Nana, a vivacious teenager, becomes the talentless “star” of a Parisian musical. Soon every man clamors to possess her, including the immensely rich Count Muffat, who suffers spiritual agonies over his sinful lust, the cute teenager Georges, and an army of rich men. Nana supplements her theatrical paycheck with quick cash from assignations, but is also eager to accept apartments, clothing, jewels and income streams from any man who desire intimate access on a more consistent basis. Her heart, however, belongs to her little son Louis. And perhaps Satin, her blue eyed prostitute friend. Nana goes from rags to riches to rags back to incomparable riches again, only to die ignominiously of smallpox as the French Army marches off to disaster in the Franco Prussian war. In the end, every man who lusted after her is financially and morally destroyed.

This novel is very cinematic. Great set pieces – the opening scene of the play with a naked Nana as Venus, the lesbian cafĂ©, the horse race scene. Perhaps the movies have replaced these old fashioned novels. I don’t mind long books that make me feel like I’m going on a spiritual journey but this one made me feel as if I watching a long expensively produced miniseries. That is, a bit repetitive and dull. Nana is a beautiful promiscuous vivacious dolt, a somewhat heavy handed symbol of the corruption of France. I’m not sure if I felt any deep sympathy or interest in how she would end up. She navigates a world defined by male privilege and reading this book definitely made me appreciate feminism more.  

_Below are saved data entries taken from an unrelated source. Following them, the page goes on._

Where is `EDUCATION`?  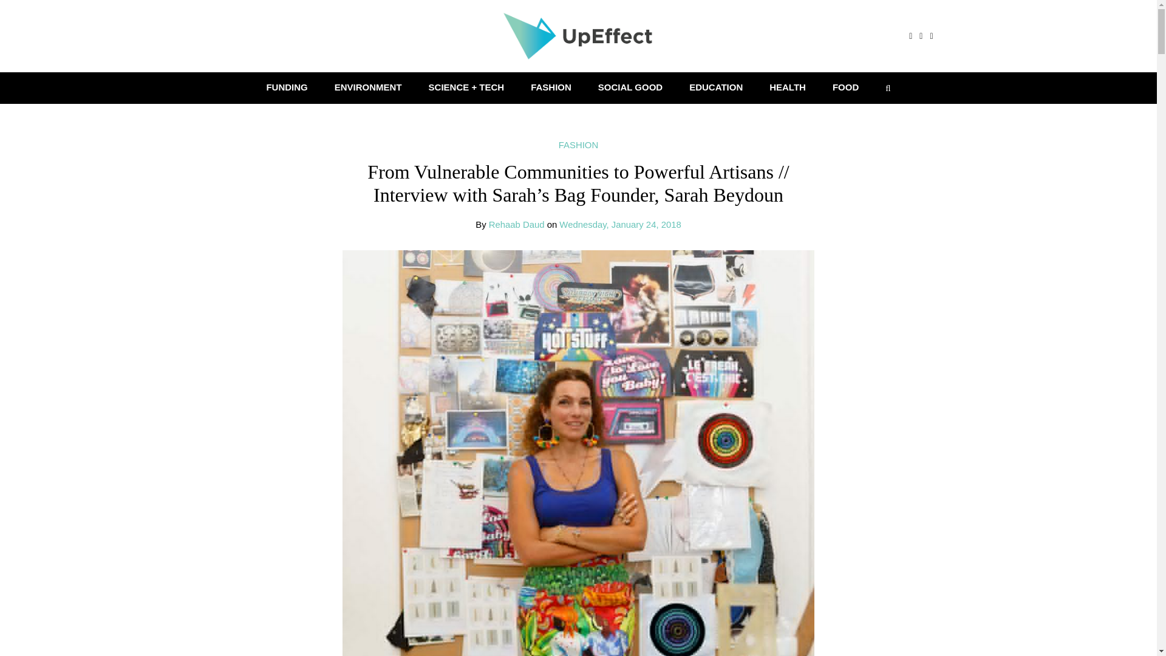 EDUCATION is located at coordinates (715, 87).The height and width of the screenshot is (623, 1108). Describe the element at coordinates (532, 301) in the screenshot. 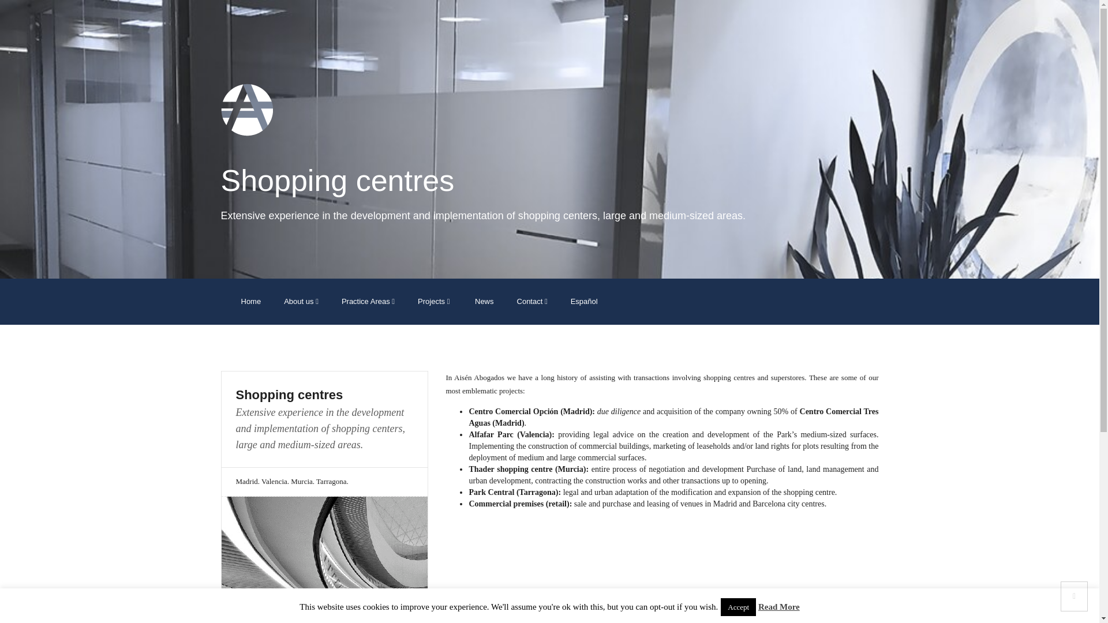

I see `Contact` at that location.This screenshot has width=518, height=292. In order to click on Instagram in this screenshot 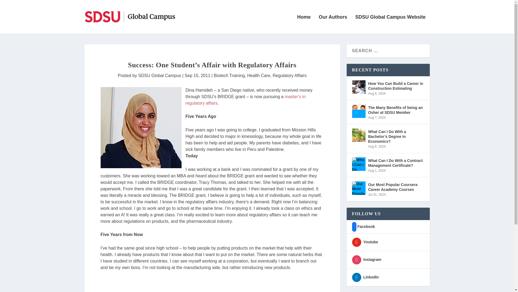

Like Moll Flanders, by the end of the book, Zaza is entirely motivated by money. In the final chapter, the lines of men and women tramping through Nana's bedroom became comical and cartoonish. I did like the final scene where Nana dies, a biting critique of France as the screaming crowd marches into the utter humiliation of the entirely staged Franco Prussian war. The author’s contempt for French society (high and low) came through loud and clear.







Saturday, April 5, 2014

My Education by Susan Choi


 
A woman looks back at a traumatic love affair

Regina Gottlieb, a young graduate student at an upstate New York university sounding very much like Cornell, is infatuated by her sexy English professor Nicholas Brodeur. Rather implausibly, almost immediately he invites the bright Regina to become his graduate teaching assistant. One afternoon, while grading papers at the professor’s home, Regina encounters his beautiful wife Martha, and in a pretty nifty twist, the pair begin a heavy duty sexual love affair. Over some months, they share a lot of ecstasy, but the affair comes to a close because of Martha’s reluctance to introduce/elevate Regina as her partner. Regina falls apart, then reconnects with Martha fifteen years later.

On the face of it, the stakes of this novel of manners are slight. Choi’s heavy-on-the-commas writing style got on my nerves at first. I read the first fifty pages then decided to give the book five more pages before bailing. I’m glad I kept reading because the story started sucking me in on page 54. The strong spot turned out to be the exuberant writing – the raw honesty and shocking and inventive imagery and funny crazy anecdotes. There’s very good explicit writing about sex (although I didn’t understand how a woman who is breastfeeding has such a high libido), great observations and a number of kooky minor characters. But pacing is an issue here – the momentum seriously lags in spots, especially at the end. There really is no need for Regina’s meeting up with Martha 15 years later. The ending is very anticlimactic.